LAV Filters on its own is the right pick if you already use a player like PotPlayer or KMPlayer and just need the modern decoder layer.
The setup steps are walked through in Transform Your Media Player with LAV Filters and, for HEVC specifically, in Playing HEVC/H.265 Videos on Windows Using LAV Filters.
For users who want a player with no DirectShow setup at all - everything internal, nothing system-wide - VLC Media Player remains the standard recommendation. It plays virtually anything without external codecs, though its CPU footprint runs heavier than MPC-HC's on identical files.
For one-off playback without installing anything, the browser-based Online Web Player opens local video and audio files directly in the browser.
When Original MPC 6.4.9.1 Is Still the Right Choice
A small audience does still benefit from this build:
Users on Windows XP without SSE2-capable CPUs cannot run modern MPC-HC builds, which require SSE2 support and dropped XP compatibility in the clsid2 fork. The original 6.4.9.1 still installs and runs on these systems.
Anyone testing how a video file behaves in a known historical reference player - useful for codec debugging, replicating reported issues from old forum threads, or examining how a file was authored against the DirectShow filters of the era - benefits from having the original installed alongside modern builds.
Users who already maintain a stable, configured Windows 7 or earlier system with a complete codec stack like the Combined Community Codec Pack - also discontinued, but stable in its niche - and don't want to disturb a working setup.
Outside those cases, every modern playback need is better served by MPC-HC or MPC-BE.
Other Legacy Companion Tools
Original MPC was often paired with Real Alternative for RealMedia .RM and .RMVB files and QuickTime Alternative for .MOV playback without Apple's QuickTime suite.
Both are also in legacy status today, but they remain useful for archived content in those specific formats. Modern MPC-HC and MPC-BE handle MOV files natively through LAV Filters and don't require QuickTime Alternative for general playback.
Download Notes
The download below is the original Gabest build, version 6.4.9.1, 2.12 MB. It is freeware, contains no adware or bundled offers, and installs in seconds.

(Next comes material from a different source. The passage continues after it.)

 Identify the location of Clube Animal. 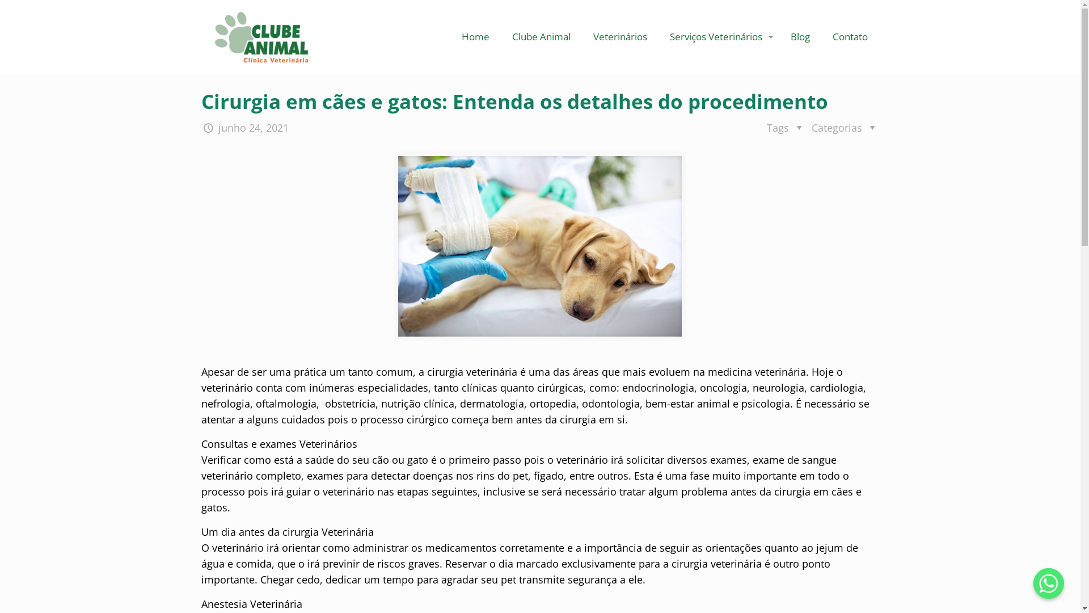
(541, 37).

It is preserved here as a historical reference and for the narrow legacy use cases above. For everyday playback in 2026, please use MPC-HC or MPC-BE instead.
1st its the older version without Home cinema. . so why would download it.
Second in general there are just better free media players out there like VLC

VLC uses sub par codecs to render video on slow computers.MPC was picked up by another group that called their MPC, MPC Home Cinema.
It comes with Combined Community Codec Pack (CCCP) and is by far the best video player for Windows machines.